Exercise goal: Would you transcribe the line that holds "This screenshot has height=525, width=656." and all the lines below it, through the final one, exactly and with nothing else?

(Saved entries)
※ ※ ※

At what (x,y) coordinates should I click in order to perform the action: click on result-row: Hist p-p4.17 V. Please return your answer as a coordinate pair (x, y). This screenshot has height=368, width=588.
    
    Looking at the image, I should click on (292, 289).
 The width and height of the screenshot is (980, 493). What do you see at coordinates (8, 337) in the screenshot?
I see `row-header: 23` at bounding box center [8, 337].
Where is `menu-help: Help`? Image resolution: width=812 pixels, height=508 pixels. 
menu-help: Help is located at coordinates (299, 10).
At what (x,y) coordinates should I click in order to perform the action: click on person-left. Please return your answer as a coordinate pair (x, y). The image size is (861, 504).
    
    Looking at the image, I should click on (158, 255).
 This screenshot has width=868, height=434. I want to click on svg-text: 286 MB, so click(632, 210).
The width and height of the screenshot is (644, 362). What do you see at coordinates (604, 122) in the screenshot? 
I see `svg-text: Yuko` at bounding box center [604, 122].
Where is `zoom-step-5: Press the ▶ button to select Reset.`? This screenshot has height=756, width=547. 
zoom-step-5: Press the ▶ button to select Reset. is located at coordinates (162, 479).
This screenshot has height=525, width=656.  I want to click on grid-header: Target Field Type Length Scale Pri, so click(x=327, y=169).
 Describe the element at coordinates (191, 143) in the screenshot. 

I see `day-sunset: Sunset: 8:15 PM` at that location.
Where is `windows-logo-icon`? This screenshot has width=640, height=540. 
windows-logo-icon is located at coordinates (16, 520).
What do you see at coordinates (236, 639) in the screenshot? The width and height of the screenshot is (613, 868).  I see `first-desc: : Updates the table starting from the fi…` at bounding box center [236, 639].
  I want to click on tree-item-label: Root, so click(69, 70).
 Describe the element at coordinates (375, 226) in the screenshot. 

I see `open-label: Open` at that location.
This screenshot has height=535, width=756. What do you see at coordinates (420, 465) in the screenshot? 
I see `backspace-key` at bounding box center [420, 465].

※ ※ ※

Final answer:
This screenshot has height=525, width=656.  I want to click on grid-header: Target Field Type Length Scale Pri, so click(x=327, y=169).
 Describe the element at coordinates (191, 143) in the screenshot. 

I see `day-sunset: Sunset: 8:15 PM` at that location.
Where is `windows-logo-icon`? This screenshot has width=640, height=540. 
windows-logo-icon is located at coordinates (16, 520).
What do you see at coordinates (236, 639) in the screenshot? The width and height of the screenshot is (613, 868).  I see `first-desc: : Updates the table starting from the fi…` at bounding box center [236, 639].
  I want to click on tree-item-label: Root, so click(69, 70).
 Describe the element at coordinates (375, 226) in the screenshot. 

I see `open-label: Open` at that location.
This screenshot has height=535, width=756. What do you see at coordinates (420, 465) in the screenshot? 
I see `backspace-key` at bounding box center [420, 465].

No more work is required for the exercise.